Voter turnout shows Trump, not Sanders, leading a revolution

Bernie Sanders talks extensively about revolution, but it appears that it’s actually Donald Trump who is driving record numbers of voters to the polls with his fiery populist message.

Republicans voted in unprecedented numbers on Super Tuesday, setting record numbers in contests throughout different regions of the country.

Every state holding a Republican contest Tuesday — with the exception of Vermont — reached a new high for participation. But none of the state’s holding Democratic contests broke any records.

Texas, home to a battle royale between Trump and native son Ted Cruz, saw a whopping 2.7 million voters show up for the Republican contest — 1.2 million more than the previous record in 2012.

In Virginia, 1,013,000 voters — almost 350,000 more voters showed up than the previous record-setting year, 2008. And in Georgia, 1,273,000 voted Tuesday — more than 300,000 above the record set in 2008.

That continue a trend this cycle of record-breaking Republican contests, beginning with Iowa and continuing in South Carolina, where Republican Party Chairman Matt Moore praised the 730,000 people who showed up a little more than a week ago, well more than the 603,000 South Carolinians who voted in the 2012 Republican primary.

All of which helps explain why Trump was crowing about a “movement” in his victory speech Tuesday night. As Chris Christie stood by his side, Trump referenced part of the New Jersey governor’s reasoning for joining his campaign.

“When Chris gave me the honor of joining the campaign, he called me, he said ‘Donald, what you’ve got is a movement,’ ” Trump said Tuesday. “He said, ‘This is a movement; this is something like I’ve never seen.’ And in all fairness to the press, a lot of the press have said the same thing. They’ve never seen what’s happening right now. They’ve never seen anything like it. And I’m just honored by it.”

Sanders, who has been drawing large crowds throughout his presidential candidacy, has long spoken of leading his own political revolution.

On Tuesday night, speaking in his home state of Vermont after picking up a victory there and in three other contests, Sanders noted his revolution is about “bringing millions of millions” of new voters to the polls.

“What that revolution is about is bringing millions of millions of people into the political process. Working people who have been so disillusioned, they no longer vote. Young people who have never been involved,” Sanders said Tuesday evening in his victory speech in Vermont.

However, the numbers show he’s coming up short of aspirations. States hosting Democratic contests Tuesday night did not set any records. Many did not see as large of turnouts as they saw in 2008, and some saw larger turnouts in the 1980s and 1990s, according to preliminary totals.

Republican officials, on the other hand, were astonished by the Trump effect.

“It is just phenomenal. We are roughly 50% higher than our next highest turnout in our history for an election like this,” Alaska Republican Party Chairman Peter Goldberg told CNN’s Paul Vercammen, regarding the 21,930 who caucused there Tuesday.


Please repeat the records beneath this task exactly as they appear, but skip the images.

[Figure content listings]
—————

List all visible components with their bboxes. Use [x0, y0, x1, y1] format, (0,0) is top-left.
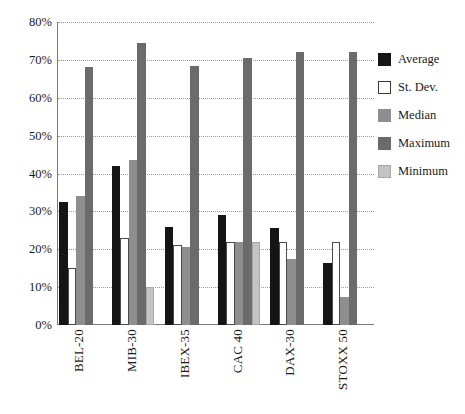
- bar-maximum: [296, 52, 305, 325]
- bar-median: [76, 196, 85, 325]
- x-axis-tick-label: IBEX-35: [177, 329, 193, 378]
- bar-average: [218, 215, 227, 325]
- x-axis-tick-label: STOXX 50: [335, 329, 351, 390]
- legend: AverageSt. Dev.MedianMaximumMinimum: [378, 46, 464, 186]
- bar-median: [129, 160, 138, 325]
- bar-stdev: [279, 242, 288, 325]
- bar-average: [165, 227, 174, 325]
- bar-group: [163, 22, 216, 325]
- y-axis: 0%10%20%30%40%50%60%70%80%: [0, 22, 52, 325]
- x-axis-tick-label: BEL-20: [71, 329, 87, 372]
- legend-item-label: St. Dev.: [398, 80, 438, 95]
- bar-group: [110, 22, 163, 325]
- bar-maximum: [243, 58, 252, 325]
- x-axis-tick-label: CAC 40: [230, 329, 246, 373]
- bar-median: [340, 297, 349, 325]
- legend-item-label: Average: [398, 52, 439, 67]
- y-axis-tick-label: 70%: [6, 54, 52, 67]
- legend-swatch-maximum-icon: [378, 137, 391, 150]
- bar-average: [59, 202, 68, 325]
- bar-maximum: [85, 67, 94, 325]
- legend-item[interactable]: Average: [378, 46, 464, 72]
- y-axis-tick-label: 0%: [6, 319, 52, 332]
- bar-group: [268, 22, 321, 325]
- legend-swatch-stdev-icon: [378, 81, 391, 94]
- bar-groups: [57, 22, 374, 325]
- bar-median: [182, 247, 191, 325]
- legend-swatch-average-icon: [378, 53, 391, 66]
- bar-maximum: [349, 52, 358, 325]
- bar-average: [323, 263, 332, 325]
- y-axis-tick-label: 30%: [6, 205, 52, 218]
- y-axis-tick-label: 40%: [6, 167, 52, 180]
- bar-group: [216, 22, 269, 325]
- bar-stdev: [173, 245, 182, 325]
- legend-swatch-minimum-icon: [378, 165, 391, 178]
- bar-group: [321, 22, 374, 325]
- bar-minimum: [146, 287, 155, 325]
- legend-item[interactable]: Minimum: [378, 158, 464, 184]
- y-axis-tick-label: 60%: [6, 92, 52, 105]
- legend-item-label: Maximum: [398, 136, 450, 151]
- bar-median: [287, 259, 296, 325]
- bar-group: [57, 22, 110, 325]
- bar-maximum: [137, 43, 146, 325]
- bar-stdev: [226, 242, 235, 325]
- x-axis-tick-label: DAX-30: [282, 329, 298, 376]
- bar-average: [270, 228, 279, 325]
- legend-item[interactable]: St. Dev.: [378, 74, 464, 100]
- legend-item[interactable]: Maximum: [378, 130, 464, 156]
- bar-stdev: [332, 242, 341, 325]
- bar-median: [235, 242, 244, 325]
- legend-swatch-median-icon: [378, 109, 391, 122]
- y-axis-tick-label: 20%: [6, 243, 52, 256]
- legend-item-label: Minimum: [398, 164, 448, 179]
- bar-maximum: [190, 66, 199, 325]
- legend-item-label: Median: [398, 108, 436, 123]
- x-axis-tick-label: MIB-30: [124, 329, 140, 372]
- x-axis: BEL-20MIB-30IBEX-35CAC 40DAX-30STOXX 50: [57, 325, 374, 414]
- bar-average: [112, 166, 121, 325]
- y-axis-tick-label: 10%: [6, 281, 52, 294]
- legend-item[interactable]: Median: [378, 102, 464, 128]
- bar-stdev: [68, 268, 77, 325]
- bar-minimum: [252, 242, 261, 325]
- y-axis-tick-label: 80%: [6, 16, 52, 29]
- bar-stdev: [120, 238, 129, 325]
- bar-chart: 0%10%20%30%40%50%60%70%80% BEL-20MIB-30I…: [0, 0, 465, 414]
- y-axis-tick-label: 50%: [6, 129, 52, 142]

—————

-- Written reply --
List all visible components with their bboxes. Use [x0, y0, x1, y1] format, (0,0) is top-left.
- bar-maximum: [296, 52, 305, 325]
- bar-median: [76, 196, 85, 325]
- x-axis-tick-label: IBEX-35: [177, 329, 193, 378]
- bar-average: [218, 215, 227, 325]
- x-axis-tick-label: STOXX 50: [335, 329, 351, 390]
- legend: AverageSt. Dev.MedianMaximumMinimum: [378, 46, 464, 186]
- bar-median: [129, 160, 138, 325]
- bar-stdev: [279, 242, 288, 325]
- bar-average: [165, 227, 174, 325]
- bar-group: [163, 22, 216, 325]
- y-axis: 0%10%20%30%40%50%60%70%80%: [0, 22, 52, 325]
- x-axis-tick-label: BEL-20: [71, 329, 87, 372]
- legend-item-label: St. Dev.: [398, 80, 438, 95]
- bar-group: [110, 22, 163, 325]
- bar-maximum: [243, 58, 252, 325]
- x-axis-tick-label: CAC 40: [230, 329, 246, 373]
- bar-median: [340, 297, 349, 325]
- legend-item-label: Average: [398, 52, 439, 67]
- y-axis-tick-label: 70%: [6, 54, 52, 67]
- legend-swatch-maximum-icon: [378, 137, 391, 150]
- bar-average: [59, 202, 68, 325]
- bar-maximum: [85, 67, 94, 325]
- legend-item[interactable]: Average: [378, 46, 464, 72]
- y-axis-tick-label: 0%: [6, 319, 52, 332]
- bar-group: [268, 22, 321, 325]
- legend-swatch-stdev-icon: [378, 81, 391, 94]
- bar-groups: [57, 22, 374, 325]
- bar-median: [182, 247, 191, 325]
- legend-swatch-average-icon: [378, 53, 391, 66]
- bar-maximum: [349, 52, 358, 325]
- bar-average: [323, 263, 332, 325]
- y-axis-tick-label: 30%: [6, 205, 52, 218]
- y-axis-tick-label: 40%: [6, 167, 52, 180]
- bar-group: [216, 22, 269, 325]
- bar-stdev: [173, 245, 182, 325]
- legend-swatch-minimum-icon: [378, 165, 391, 178]
- bar-group: [321, 22, 374, 325]
- bar-minimum: [146, 287, 155, 325]
- legend-item[interactable]: Minimum: [378, 158, 464, 184]
- y-axis-tick-label: 60%: [6, 92, 52, 105]
- legend-item-label: Maximum: [398, 136, 450, 151]
- bar-median: [287, 259, 296, 325]
- bar-group: [57, 22, 110, 325]
- bar-maximum: [137, 43, 146, 325]
- bar-stdev: [226, 242, 235, 325]
- x-axis-tick-label: DAX-30: [282, 329, 298, 376]
- bar-average: [270, 228, 279, 325]
- legend-item[interactable]: St. Dev.: [378, 74, 464, 100]
- legend-item[interactable]: Maximum: [378, 130, 464, 156]
- bar-stdev: [332, 242, 341, 325]
- bar-median: [235, 242, 244, 325]
- legend-swatch-median-icon: [378, 109, 391, 122]
- y-axis-tick-label: 20%: [6, 243, 52, 256]
- legend-item-label: Minimum: [398, 164, 448, 179]
- bar-maximum: [190, 66, 199, 325]
- legend-item-label: Median: [398, 108, 436, 123]
- x-axis-tick-label: MIB-30: [124, 329, 140, 372]
- x-axis: BEL-20MIB-30IBEX-35CAC 40DAX-30STOXX 50: [57, 325, 374, 414]
- bar-average: [112, 166, 121, 325]
- y-axis-tick-label: 10%: [6, 281, 52, 294]
- legend-item[interactable]: Median: [378, 102, 464, 128]
- bar-stdev: [68, 268, 77, 325]
- bar-minimum: [252, 242, 261, 325]
- y-axis-tick-label: 80%: [6, 16, 52, 29]
- bar-stdev: [120, 238, 129, 325]
- bar-chart: 0%10%20%30%40%50%60%70%80% BEL-20MIB-30I…: [0, 0, 465, 414]
- y-axis-tick-label: 50%: [6, 129, 52, 142]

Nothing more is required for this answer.